JAN 16, 2020 9:37 PM PST

Early-life Stress and Pollution Lead to Cognitive Impairment

WRITTEN BY: Annie Lennon

Children exposed to high levels of stress at home from early on and high levels of air pollution while still in the womb are more likely to develop attention span and thought problems, such as obsessive thoughts, later in life, according to new research from the University of Colombia. 

According to senior author of the research Amy Margolis, “Air pollutants are common in our environment, particularly in cities, and given socioeconomic inequities and environmental injustice, children growing up in disadvantaged circumstances are more likely to experience both life stress and exposure to neurotoxic chemicals.”

For the study, the researchers collected data from the Columbia Center for Children’s Environmental Health Mothers and Newborns longitudinal birth cohort study in Northern Manhattan and the Bronx. Including many participants who identify as African American and Dominican, mothers were asked to wear air monitoring backpacks during their third trimester of pregnancy to measure their daily exposure to air pollutants. 

Then, when their children reached 5 years old, the same mothers were asked to report on the amount of stress they experienced, including metrics such as neighborhood quality, material hardship, intimate partner violence, perceived stress and levels of social support. These metrics were then reported every two years until the child reached 11 years old. 

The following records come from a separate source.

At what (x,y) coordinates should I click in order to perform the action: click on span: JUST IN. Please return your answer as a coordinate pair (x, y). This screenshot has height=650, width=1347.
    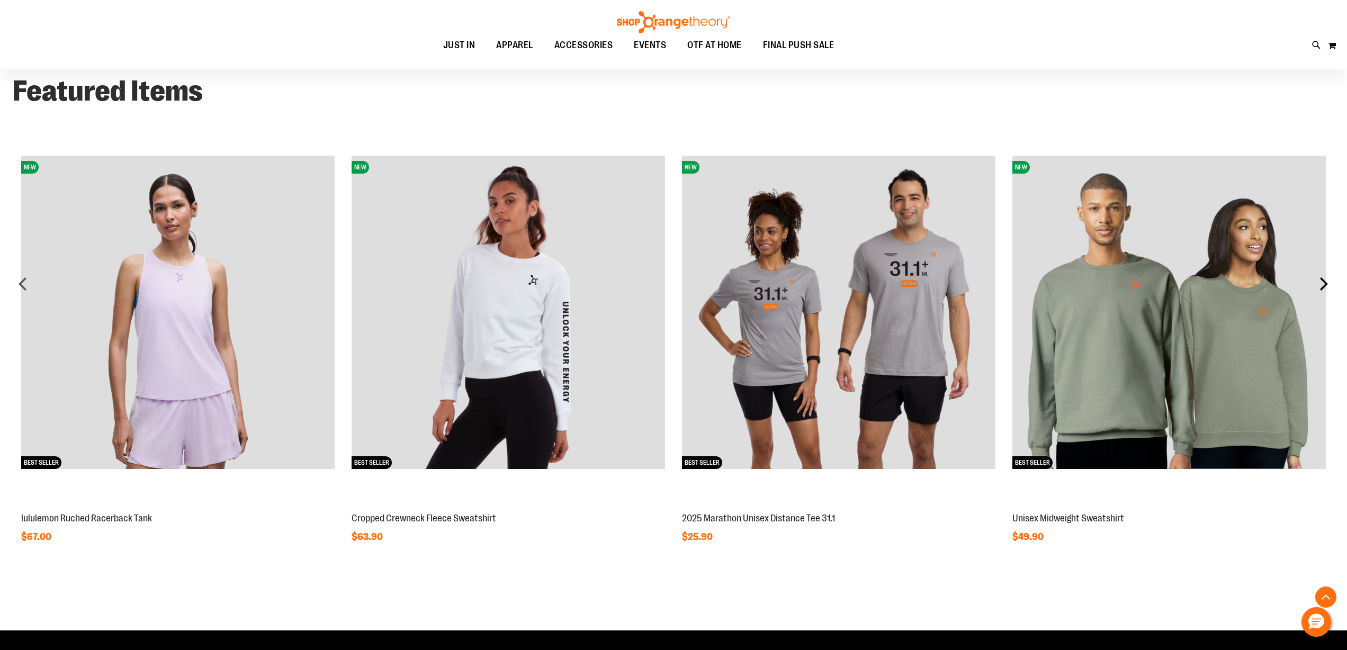
    Looking at the image, I should click on (459, 45).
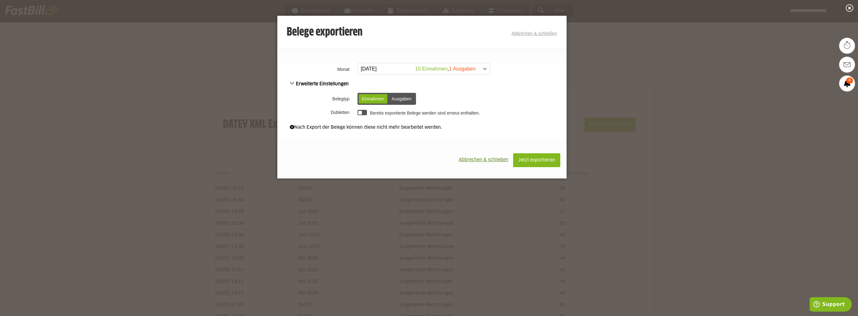 The image size is (858, 316). Describe the element at coordinates (537, 160) in the screenshot. I see `span: Jetzt exportieren` at that location.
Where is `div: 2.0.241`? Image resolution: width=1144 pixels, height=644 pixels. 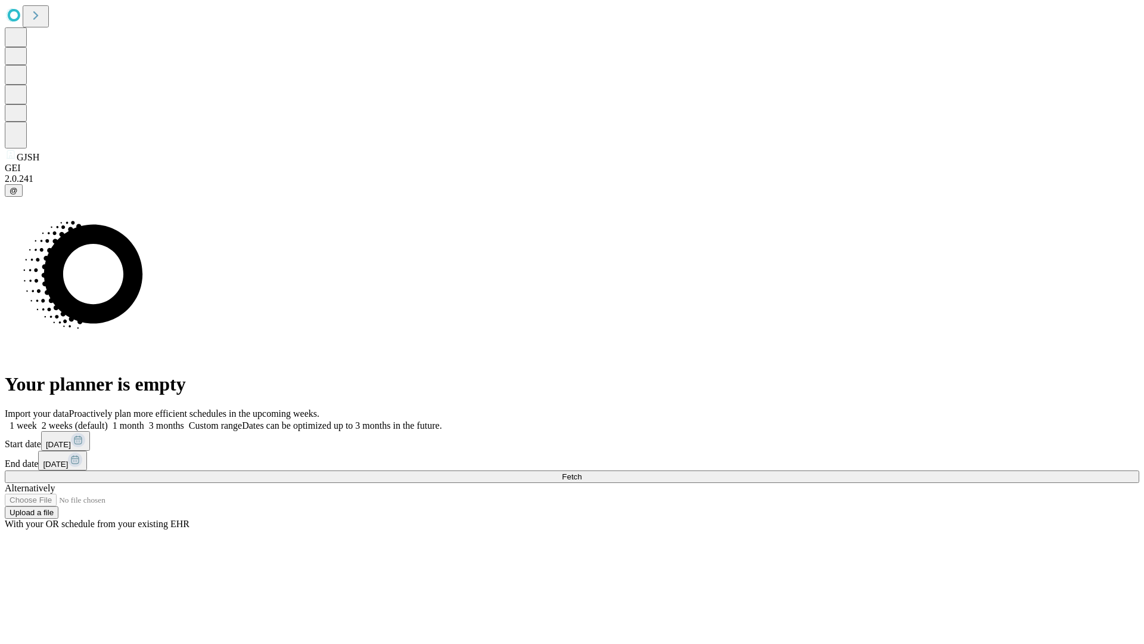 div: 2.0.241 is located at coordinates (572, 179).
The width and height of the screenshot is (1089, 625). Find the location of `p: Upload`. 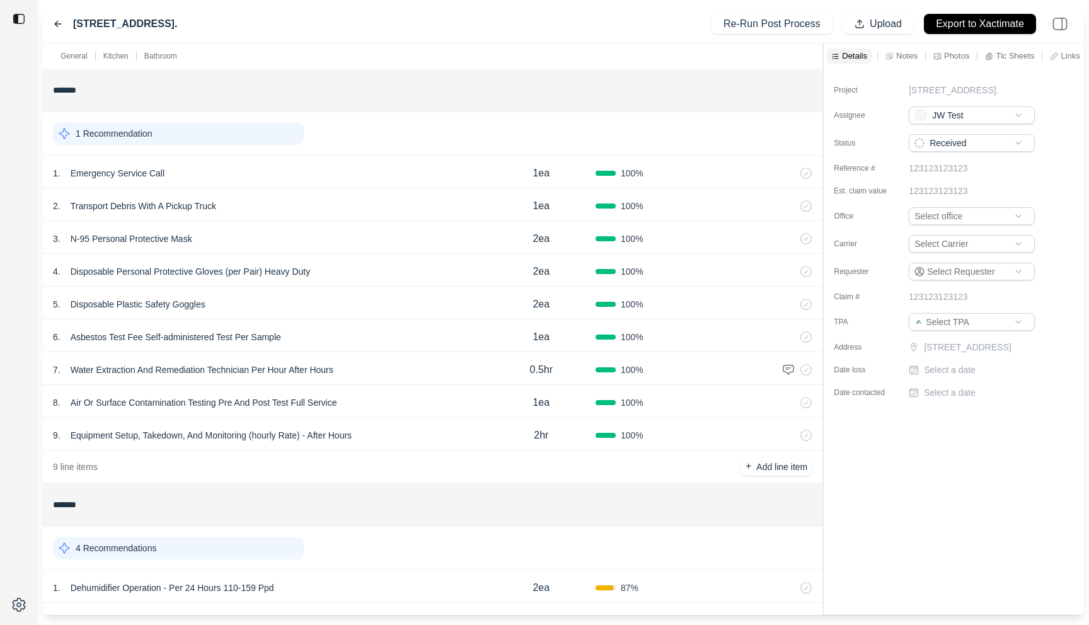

In their results, the researchers found that when combined, air pollution and early life stress had a significant impact on several measures of thought and attention problems on children by age 11. In their study, they say that both factors may serve as a “double hit” on shared biological pathways that interconnect attention and thought problems. While it is assumed that stress likely leads to changes in epigenetic expression, cortisol levels, rates of inflammation and thus brain structure and function, how exactly air pollution may affect the brain is still unknown. 

Julie Herbstman, associate professor of environmental health science at the University of Columbia said, “These exposures have a combined effect on poor mental health outcomes and point to the importance of public health programs that try to lessen exposure to these critical risk factors, to improve not only physical, but psychological health.”

 

Sources: News Medical, Wiley Online Library and Science Daily  

About the Author
Bachelor's (BA/BS/Other)
Annie Lennon is a writer whose work also appears in Medical News Today, Psych Central, Psychology Today, and other outlets.